Friday, February 28, 2014

Book Write-Up: Loving God with Your Mind

Paul M. Gould and Richard Brian Davis, ed.  Loving God with Your Mind: Essays in Honor of J.P. Moreland.  Chicago: Moody Publishers, 2014.

I would like to thank Moody Publishers for my review copy of this book.  See here for Moody’s page about it.

J.P. Moreland is a Christian scholar, apologist, and philosopher.  Loving God with Your Mind is a collection of essays by scholars reflecting on his life, work, and thoughts.

Some of the essays are more difficult than others.  The three chapters about Platonism were especially challenging to me, on account of their detail, their technicality, and their usage of terms that were unfamiliar to me.  I think that I still understood the main point that they were trying to make: that there is a world beyond our natural world, as Plato said, a transcendent world of concepts that the natural world reflects.  This is more consistent with theism than with naturalism (although, as one essay in the book acknowledges, there are significant differences between Christian theism and Platonism).  A glossary in the back of the book may have been helpful to those of us who are not as advanced in the field of philosophy.

Other essays in the book covered whether human beings have a soul, the challenge of postmodernism to Christianity, how to be a virtuous learner in the information age, a defense of a classical apologetics based on reason, the abortion issue, and the meaning of true happiness.  J.P. Moreland wrote the final essay in the book.  There were arguments in the book that I found to be good, and there were times when I did not think that the authors were effectively refuting the other side (i.e., the naturalists, the postmodernists).  They did, however, refer the reader to other resources, in case the reader wanted to learn more: there is a list of Moreland’s publications in the back of the book, and Moreland referred to neuroscientists who believe that humans have a soul.  Overall, while the book does interact with contrary points-of-view, its intended audience seems to be conservative Christians, as it exhorts them on the importance of classical apologetics and the need to hold fast to certain Christian ideas (i.e., the existence of a soul, the historicity of Adam and Eve, appealing to nature to argue for God’s existence, etc.).

It interested me that the book did not focus much on arguments for the resurrection of Jesus Christ.  There was an acknowledgment in one essay that such arguments are important, since arguments for the existence of God (except, possibly, for the ontological argument) did not necessarily demonstrate that the God is the Christian God.  But there was little attempt in the book to demonstrate that the Christian revelation, specifically, is true.  J.P. Moreland in other works, however, has discussed arguments for Christ’s resurrection.

My favorite parts of the book were its more personal aspects: the anecdotes about what Moreland’s life and work meant to some of the authors, and J.P. Moreland’s struggle with anxiety and depression and his willingness to be vulnerable about this in his apologetics.  I also appreciated the book’s discussion about true happiness: how it is not us having pleasure at getting what we want, but rather is the serenity that comes from a life that is in accord with virtue.  Moreland’s discussion about spiritual disciplines was also worthwhile to read.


● Exercise brief
Your task is to copy the data exactly while leaving out every picture.

*** Information given Section Begins ***

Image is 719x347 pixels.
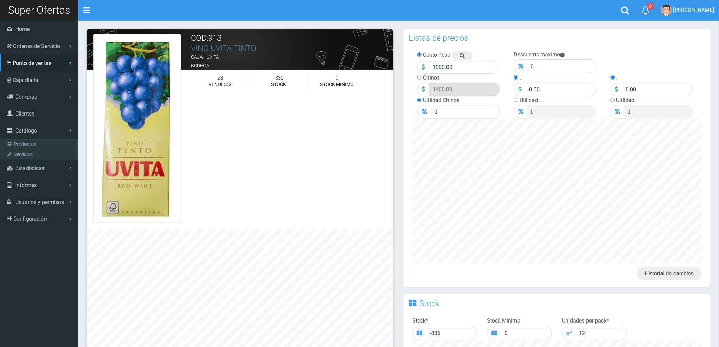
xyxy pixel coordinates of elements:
[429,60,499,74] input: Precio Costo...
[2,139,78,149] a: Productos
[427,327,477,340] input: Stock total...
[452,51,473,60] a: Buscar precio en google
[514,51,560,58] label: Descuento maximo
[15,199,64,205] span: Usuarios y permisos
[15,127,37,134] span: Catálogo
[617,97,638,103] label: Utilidad .
[423,52,450,58] label: Costo Peso
[209,82,232,87] font: VENDIDOS
[419,299,439,308] h3: Stock
[502,327,552,340] input: Stock minimo...
[674,7,714,13] span: [PERSON_NAME]
[423,74,440,81] label: Chinos
[274,75,283,81] font: -336
[520,97,541,103] label: Utilidad .
[431,105,500,119] input: Precio Venta...
[93,34,181,223] img: VINO_UVITA_TINTO_JPG.jpg
[191,54,220,60] font: CAJA - UVITA
[528,59,597,73] input: Descuento Maximo
[191,34,222,43] font: COD:913
[624,105,694,119] input: Precio .
[423,97,460,103] label: Utilidad Chinos
[528,105,597,119] input: Precio .
[648,3,654,10] span: 0
[191,63,210,68] font: BODEGA
[623,83,694,96] input: Precio .
[661,5,672,16] img: User Image
[520,74,521,81] label: .
[637,267,702,280] a: Historial de cambios
[487,317,521,325] label: Stock Minimo
[336,75,339,81] font: 0
[15,26,30,32] span: Home
[429,83,500,96] input: Precio Venta...
[2,149,78,159] a: Servicios
[196,75,244,81] h5: 28
[271,82,286,87] font: STOCK
[13,60,51,66] span: Punto de ventas
[15,165,45,171] span: Estadisticas
[617,74,618,81] label: .
[563,317,609,325] label: Unidades por pack
[13,77,38,83] span: Caja diaria
[15,93,37,100] span: Compras
[13,215,47,222] span: Configuración
[191,44,257,53] a: VINO UVITA TINTO
[412,317,428,325] label: Stock
[15,182,37,188] span: Informes
[321,82,354,87] font: STOCK MINIMO
[15,110,34,117] span: Clientes
[409,34,468,42] h3: Listas de precios
[8,4,70,16] span: Super Ofertas
[576,327,627,340] input: 1
[13,43,60,49] span: Ordenes de Servicio
[526,83,597,96] input: Precio .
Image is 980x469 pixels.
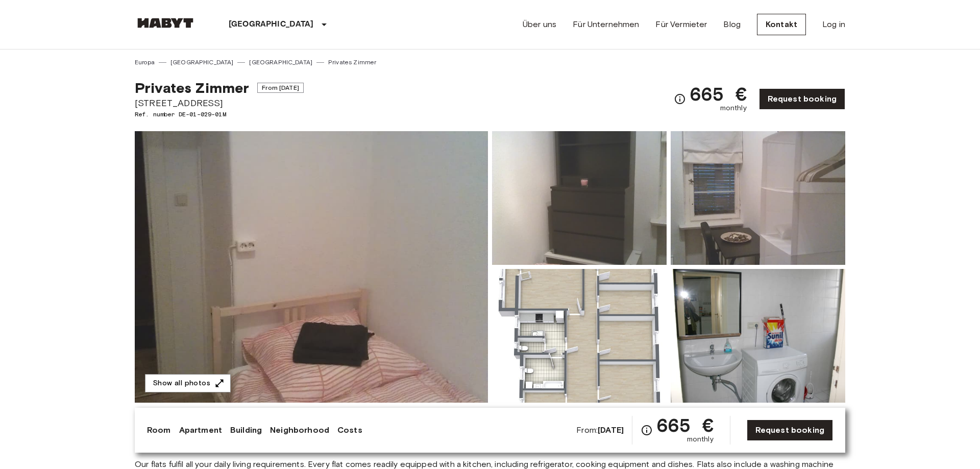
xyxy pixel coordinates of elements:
[135,97,304,110] span: [STREET_ADDRESS]
[747,419,833,441] a: Request booking
[598,425,624,435] b: [DATE]
[328,57,377,67] a: Privates Zimmer
[230,424,262,436] a: Building
[270,424,329,436] a: Neighborhood
[656,19,707,31] a: Für Vermieter
[657,416,714,434] span: 665 €
[135,18,196,28] img: Habyt
[573,19,639,31] a: Für Unternehmen
[492,269,667,403] img: Picture of unit DE-01-029-01M
[641,424,653,436] svg: Check cost overview for full price breakdown. Please note that discounts apply to new joiners onl...
[135,57,155,67] a: Europa
[170,57,234,67] a: [GEOGRAPHIC_DATA]
[135,110,304,119] span: Ref. number DE-01-029-01M
[720,103,747,113] span: monthly
[691,84,747,103] span: 665 €
[249,57,313,67] a: [GEOGRAPHIC_DATA]
[179,424,222,436] a: Apartment
[674,93,686,105] svg: Check cost overview for full price breakdown. Please note that discounts apply to new joiners onl...
[135,131,488,403] img: Marketing picture of unit DE-01-029-01M
[523,19,556,31] a: Über uns
[337,424,362,436] a: Costs
[671,131,845,265] img: Picture of unit DE-01-029-01M
[671,269,845,403] img: Picture of unit DE-01-029-01M
[759,88,845,110] a: Request booking
[687,434,714,445] span: monthly
[135,79,249,97] span: Privates Zimmer
[145,374,231,393] button: Show all photos
[757,14,806,35] a: Kontakt
[229,19,314,31] p: [GEOGRAPHIC_DATA]
[576,425,624,436] span: From:
[823,19,845,31] a: Log in
[257,82,304,93] span: From [DATE]
[723,19,741,31] a: Blog
[492,131,667,265] img: Picture of unit DE-01-029-01M
[147,424,171,436] a: Room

*** Information given Section Ends ***

● Solution for this problem
Image is 719x347 pixels.
xyxy pixel coordinates of elements:
[429,60,499,74] input: Precio Costo...
[2,139,78,149] a: Productos
[427,327,477,340] input: Stock total...
[452,51,473,60] a: Buscar precio en google
[514,51,560,58] label: Descuento maximo
[15,199,64,205] span: Usuarios y permisos
[15,127,37,134] span: Catálogo
[617,97,638,103] label: Utilidad .
[423,52,450,58] label: Costo Peso
[209,82,232,87] font: VENDIDOS
[419,299,439,308] h3: Stock
[502,327,552,340] input: Stock minimo...
[674,7,714,13] span: [PERSON_NAME]
[423,74,440,81] label: Chinos
[274,75,283,81] font: -336
[520,97,541,103] label: Utilidad .
[431,105,500,119] input: Precio Venta...
[93,34,181,223] img: VINO_UVITA_TINTO_JPG.jpg
[191,54,220,60] font: CAJA - UVITA
[528,59,597,73] input: Descuento Maximo
[191,34,222,43] font: COD:913
[624,105,694,119] input: Precio .
[423,97,460,103] label: Utilidad Chinos
[528,105,597,119] input: Precio .
[648,3,654,10] span: 0
[191,63,210,68] font: BODEGA
[623,83,694,96] input: Precio .
[661,5,672,16] img: User Image
[520,74,521,81] label: .
[637,267,702,280] a: Historial de cambios
[487,317,521,325] label: Stock Minimo
[336,75,339,81] font: 0
[15,26,30,32] span: Home
[429,83,500,96] input: Precio Venta...
[2,149,78,159] a: Servicios
[196,75,244,81] h5: 28
[271,82,286,87] font: STOCK
[13,60,51,66] span: Punto de ventas
[15,165,45,171] span: Estadisticas
[617,74,618,81] label: .
[563,317,609,325] label: Unidades por pack
[13,77,38,83] span: Caja diaria
[15,93,37,100] span: Compras
[13,215,47,222] span: Configuración
[191,44,257,53] a: VINO UVITA TINTO
[412,317,428,325] label: Stock
[15,182,37,188] span: Informes
[321,82,354,87] font: STOCK MINIMO
[15,110,34,117] span: Clientes
[409,34,468,42] h3: Listas de precios
[8,4,70,16] span: Super Ofertas
[576,327,627,340] input: 1
[13,43,60,49] span: Ordenes de Servicio
[526,83,597,96] input: Precio .
Image is 980x469 pixels.
xyxy pixel coordinates of elements:
[135,97,304,110] span: [STREET_ADDRESS]
[747,419,833,441] a: Request booking
[598,425,624,435] b: [DATE]
[328,57,377,67] a: Privates Zimmer
[230,424,262,436] a: Building
[270,424,329,436] a: Neighborhood
[656,19,707,31] a: Für Vermieter
[657,416,714,434] span: 665 €
[135,18,196,28] img: Habyt
[573,19,639,31] a: Für Unternehmen
[492,269,667,403] img: Picture of unit DE-01-029-01M
[641,424,653,436] svg: Check cost overview for full price breakdown. Please note that discounts apply to new joiners onl...
[135,57,155,67] a: Europa
[170,57,234,67] a: [GEOGRAPHIC_DATA]
[135,110,304,119] span: Ref. number DE-01-029-01M
[720,103,747,113] span: monthly
[691,84,747,103] span: 665 €
[249,57,313,67] a: [GEOGRAPHIC_DATA]
[179,424,222,436] a: Apartment
[674,93,686,105] svg: Check cost overview for full price breakdown. Please note that discounts apply to new joiners onl...
[135,131,488,403] img: Marketing picture of unit DE-01-029-01M
[523,19,556,31] a: Über uns
[337,424,362,436] a: Costs
[671,131,845,265] img: Picture of unit DE-01-029-01M
[671,269,845,403] img: Picture of unit DE-01-029-01M
[759,88,845,110] a: Request booking
[687,434,714,445] span: monthly
[135,79,249,97] span: Privates Zimmer
[145,374,231,393] button: Show all photos
[757,14,806,35] a: Kontakt
[229,19,314,31] p: [GEOGRAPHIC_DATA]
[576,425,624,436] span: From:
[823,19,845,31] a: Log in
[257,82,304,93] span: From [DATE]
[723,19,741,31] a: Blog
[492,131,667,265] img: Picture of unit DE-01-029-01M
[147,424,171,436] a: Room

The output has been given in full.